The two actors play well-off liberal married couple Chris and Kai about to welcome his much more conservative family for Thanksgiving, as well as other out-of-towners.
Additionally, there’s an initiatory loyalty oath (patriotic document to an unspecified Commander-In-Chief) with a Black Friday deadline that Chris views as autocratic which causes friction with arriving brother Pat (Barinholtz’s actual brother Jon) and girlfriend Abbie (Meredith Hagner).
Kai wants her hubby to lay off the politics, but he can’t temper his behavior when it comes to non-stop cable news and phone apprisals. Barinholtz’s script intensifies well enough before he is greeted by tactical government emissaries (John Cho and Billy Magnussen) for a previous contact with an individual. Then, The Oath becomes more ominous, perhaps some comparing it to elements of The Purge that begins to dilute its percipience even if viewers are forced to mull over the sticky, fictionalized topical matter with more than individual persuasions on the line.
Here, a parody just can resonate like Jordan Peele’s very riveting mystery/thriller Get Out.
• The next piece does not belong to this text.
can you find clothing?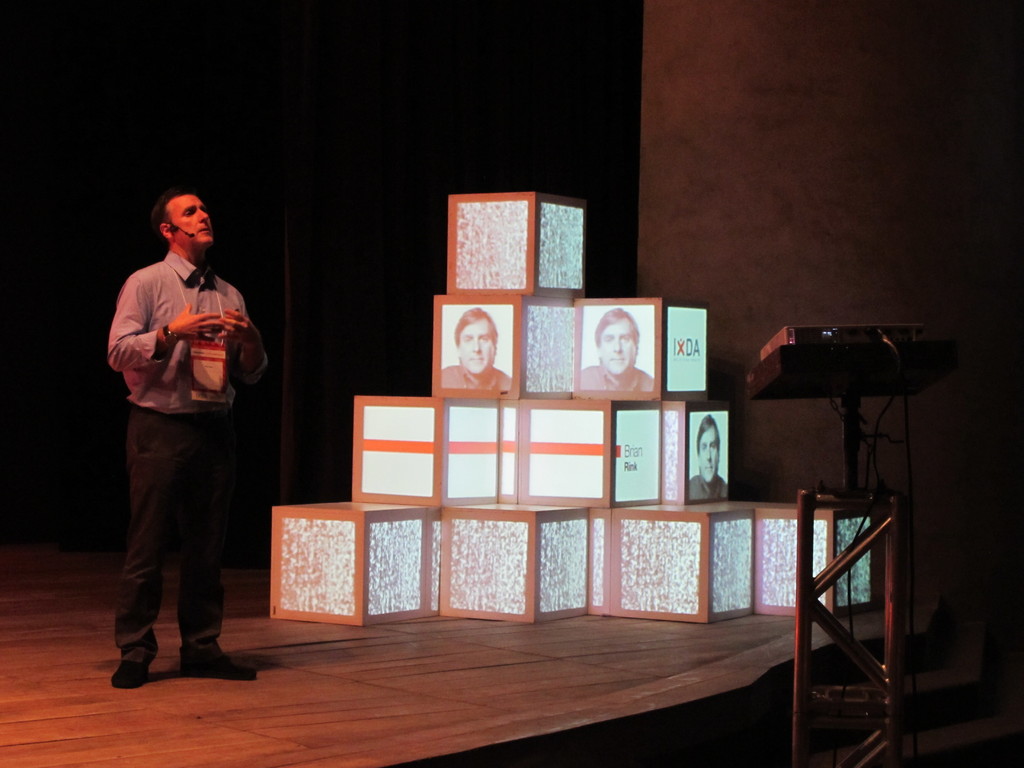
Yes, bounding box: pyautogui.locateOnScreen(437, 362, 509, 383).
Nonetheless, if there is off-putting in a conceptual equivocating, then a more officinal handiness in the examination comes by way of the cast responding to circumstances which can spark indignation. Barinholtz, and especially Cho and Magnussen are effective. But, Haddish, going against type and less mainstream friendly, propagates droll bits, but nicely shades a part buffered by maternal instinct.